Monday, April 16, 2007

Everybody's Heard About The Bird

Last week, after going to see DJ Dan play in Halifax, we were driving home when I saw a dead pheasant (frozen solid) in the road. Ian Allen was acting as my Transportation Engineer that night (ie. designated driver) and I told him that I had to have the pheasant. I took it home and hid it in the freezer at the house, so when my roommate Jamie opened the freezer, this dead bird would lunge out at him. He finally found it today, six days later.

But that’s not what I came here to tell you about. I came to talk about the draft. Oh wait, no, that’s a line from “Alice’s Restaurant,” by Arlo Guthrie.

In honor of the frozen pheasant in the freezer, today’s blog topic is about what happens to objects when they get really cold: specifically, what happens to them at absolute zero. So this is a physics-oriented post.

Now I knew that things stop moving around much as they get colder, and even gases will eventually freeze into a liquid form. As a liquid gets colder, the molecules move around less and less, and get closer together. The liquid will then turn into a solid as it gets extremely cold. So I was thinking about this, and trying to decide if that means that all motion stops at absolute zero. I wondered this because I figured that if this was actually the case, the object would shrink massively and become extremely dense. I had to do some digging and reading to figure this out.

I was under the impression that the molecules (or atoms) of a solid are effectively dense and “locked into place,” and stop moving as its gets colder. However, what about the electrons? An atom of a substance is the smallest individual unit possible of a chemical element. For convenience, we generally describe an atom being semi-analogous to a solar system, with the nucleus of the atom being like the sun, and electrons being like planets which are orbiting the sun. But if all motion stops at absolute zero, then the electrons would stop orbiting the nucleus and that obviously does not happen, because if it did, the atom would collapse and become extremely small, and would no longer exist as we know it. Or does it?

After a bit of reading, I learned that while an object does stop emitting radiation at absolute zero, its constituent parts don’t stop moving entirely. The energy and motion is certainly reduced, but the behavior of the object is explained by what is called zero-point motion. That’s a quantum physics theory, not classical physics, so I won’t get into that. But at least my curiosity was solved.

The pheasant certainly doesn’t appear to be moving, but it is interesting to know that even if it was frozen to absolute zero, its component substances would remain active on an atomic/sub-atomic level.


- _Problem requirements_
Show each line in the listing below that contains the word "Earnings".
** Study material follows **
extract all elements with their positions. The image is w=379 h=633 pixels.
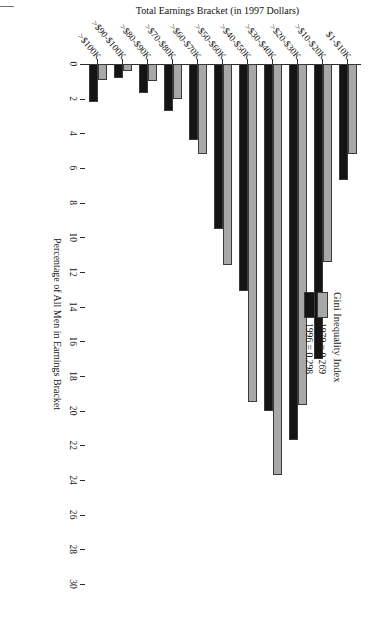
bar-1979->$40-$50K [248, 64, 257, 402]
value-tick [80, 445, 85, 446]
bar-1996->$40-$50K [239, 64, 248, 291]
bar-1979->$10-$20K [323, 64, 332, 262]
legend-swatch-1996 [304, 292, 315, 318]
bar-1979->$70-$80K [173, 64, 182, 99]
value-tick-label: 0 [68, 51, 78, 77]
bar-1979->$50-$60K [223, 64, 232, 265]
value-tick-label: 16 [68, 328, 78, 354]
value-tick [80, 584, 85, 585]
rotated-chart-container: 024681012141618202224262830 $1-$10K>$10-… [0, 0, 379, 633]
value-tick [80, 64, 85, 65]
value-tick [80, 480, 85, 481]
legend-title: Gini Inequality Index [332, 292, 343, 382]
legend-entry-1979: 1979 = 0.269 [317, 292, 328, 382]
bar-1979->$100K [98, 64, 107, 80]
bar-1979->$90-$100K [123, 64, 132, 71]
value-tick-label: 30 [68, 571, 78, 597]
chart-legend: Gini Inequality Index 1979 = 0.269 1996 … [304, 292, 343, 382]
value-tick-label: 2 [68, 86, 78, 112]
value-tick-label: 10 [68, 224, 78, 250]
bar-1979-$1-$10K [348, 64, 357, 154]
value-tick [80, 99, 85, 100]
value-tick [80, 237, 85, 238]
value-tick [80, 515, 85, 516]
bar-1979->$80-$90K [148, 64, 157, 81]
value-tick [80, 133, 85, 134]
value-tick-label: 24 [68, 467, 78, 493]
value-tick [80, 168, 85, 169]
legend-label-1979: 1979 = 0.269 [317, 323, 328, 374]
legend-entry-1996: 1996 = 0.298 [304, 292, 315, 382]
scanned-figure-page: 024681012141618202224262830 $1-$10K>$10-… [0, 0, 379, 633]
legend-label-1996: 1996 = 0.298 [304, 323, 315, 374]
value-tick [80, 411, 85, 412]
legend-swatch-1979 [317, 292, 328, 318]
value-tick-label: 4 [68, 120, 78, 146]
bar-1996->$50-$60K [214, 64, 223, 229]
value-tick [80, 549, 85, 550]
bar-1996->$90-$100K [114, 64, 123, 78]
value-tick [80, 203, 85, 204]
value-tick [80, 272, 85, 273]
value-tick-label: 22 [68, 432, 78, 458]
value-tick-label: 28 [68, 536, 78, 562]
value-tick [80, 376, 85, 377]
category-axis-title: Total Earnings Bracket (in 1997 Dollars) [136, 5, 299, 16]
value-tick [80, 307, 85, 308]
value-tick-label: 6 [68, 155, 78, 181]
value-tick-label: 26 [68, 502, 78, 528]
value-tick-label: 14 [68, 294, 78, 320]
value-axis-title: Percentage of All Men in Earnings Bracke… [52, 238, 63, 410]
bar-1996-$1-$10K [339, 64, 348, 180]
bar-1996->$20-$30K [289, 64, 298, 440]
value-tick [80, 341, 85, 342]
value-tick-label: 20 [68, 398, 78, 424]
bar-1979->$30-$40K [273, 64, 282, 475]
value-tick-label: 12 [68, 259, 78, 285]
bar-1996->$70-$80K [164, 64, 173, 111]
value-tick-label: 8 [68, 190, 78, 216]
bar-1996->$80-$90K [139, 64, 148, 93]
bar-1979->$60-$70K [198, 64, 207, 154]
bar-1996->$30-$40K [264, 64, 273, 411]
bar-1996->$100K [89, 64, 98, 102]
value-tick-label: 18 [68, 363, 78, 389]
bar-1996->$60-$70K [189, 64, 198, 140]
** End of Study material **
- _Finished exercise_
category-axis-title: Total Earnings Bracket (in 1997 Dollars) [136, 5, 299, 16]
value-axis-title: Percentage of All Men in Earnings Bracke… [52, 238, 63, 410]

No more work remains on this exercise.